Maintaining the create and drop scripts for your package might be a pain, but I find it is always more useful to keep them up to date as you make changes to the data model, rather than leaving it until the end.
Assuming you have a working create script that creates tables, this one-liner will generate the drop statements for you.
grep -iE "create[ \\t]+table" yourpackage-create.sql |tac|awk '{printf "drop table %s;\n",$3}'
What's going on there? Well we grep the file for the relevant lines, reverse the order, then output just the table name with the right SQL around it.
In more detail:
grep -iE "create[ \\t]+table" yourpackage-create.sql |tac|awk '{printf "drop table %s;\n",$3}'
-iE means case-insensitive matching (the "i") and using an extended regular expression (the "E").
grep -iE "create[ \\t]+table" yourpackage-create.sql |tac|awk '{printf "drop table %s;\n",$3}'
Within the double quotes is our regular expression. This matches the word "create", followed by white space (one or more of a space or tab), followed by the word table.
grep -iE create[ \\t]+table" yourpackage-create.sql |tac|awk '{printf "drop table %s;\n",$3}'
Next is the file we're processing.
grep -iE create[ \\t]+table" yourpackage-create.sql |tac|awk '{printf "drop table %s;\n",$3}'
Then we pipe the output from grep into tac, which is the same as cat but backwards. Obviously we want to drop the tables in the opposite order they were created to avoid problems with referential integrity.
grep -iE create[ \\t]+table" yourpackage-create.sql |tac|awk '{printf "drop table %s;\n",$3}'
Then we pipe the output from tac to awk, which outputs "drop table blah;" where blah is the third column of the output from tac, i.e. the table name.
I've found this useful during the early stages of package development. You could use similar commands to do the same for sequences and packages, but these are less bothersome since you can normally drop them in any order. Unfortunately if your package creates objects, or makes calls to other APIs during installation, you have to write the drop for these manually.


Work required
The answer must be a bare number: the count of lines below that contain "name".

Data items
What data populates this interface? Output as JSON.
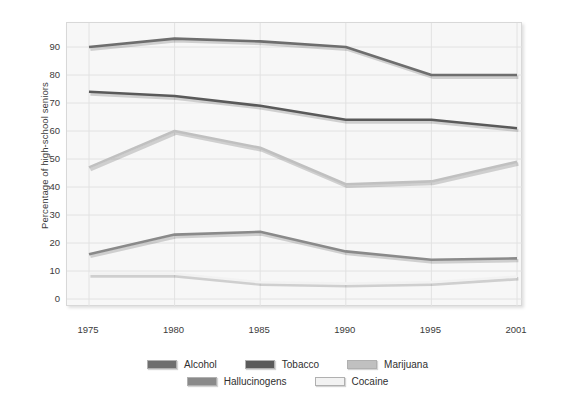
{
  "chart_data": {
    "type": "line",
    "title": "",
    "xlabel": "",
    "ylabel": "Percentage of high-school seniors",
    "x": [
      "1975",
      "1980",
      "1985",
      "1990",
      "1995",
      "2001"
    ],
    "categories": [
      "1975",
      "1980",
      "1985",
      "1990",
      "1995",
      "2001"
    ],
    "ylim": [
      0,
      95
    ],
    "yticks": [
      0,
      10,
      20,
      30,
      40,
      50,
      60,
      70,
      80,
      90
    ],
    "ytick_labels": [
      "0",
      "10",
      "20",
      "30",
      "40",
      "50",
      "60",
      "70",
      "80",
      "90"
    ],
    "grid": true,
    "legend_position": "bottom",
    "series": [
      {
        "name": "Alcohol",
        "color": "#6e6e6e",
        "values": [
          90,
          93,
          92,
          90,
          80,
          80
        ]
      },
      {
        "name": "Tobacco",
        "color": "#5a5a5a",
        "values": [
          74,
          72.5,
          69,
          64,
          64,
          61
        ]
      },
      {
        "name": "Marijuana",
        "color": "#c0c0c0",
        "values": [
          47,
          60,
          54,
          41,
          42,
          49
        ]
      },
      {
        "name": "Hallucinogens",
        "color": "#8a8a8a",
        "values": [
          16,
          23,
          24,
          17,
          14,
          14.5
        ]
      },
      {
        "name": "Cocaine",
        "color": "#f2f2f2",
        "values": [
          9,
          9,
          6,
          5.5,
          6,
          8
        ]
      }
    ]
  },
  "legend": {
    "rows": [
      [
        "Alcohol",
        "Tobacco",
        "Marijuana"
      ],
      [
        "Hallucinogens",
        "Cocaine"
      ]
    ]
  },
  "colors": {
    "plot_background": "#f7f7f7",
    "grid": "#e2e2e2",
    "frame": "#d8d8d8",
    "text": "#3b3b3b"
  }
}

Written answer
5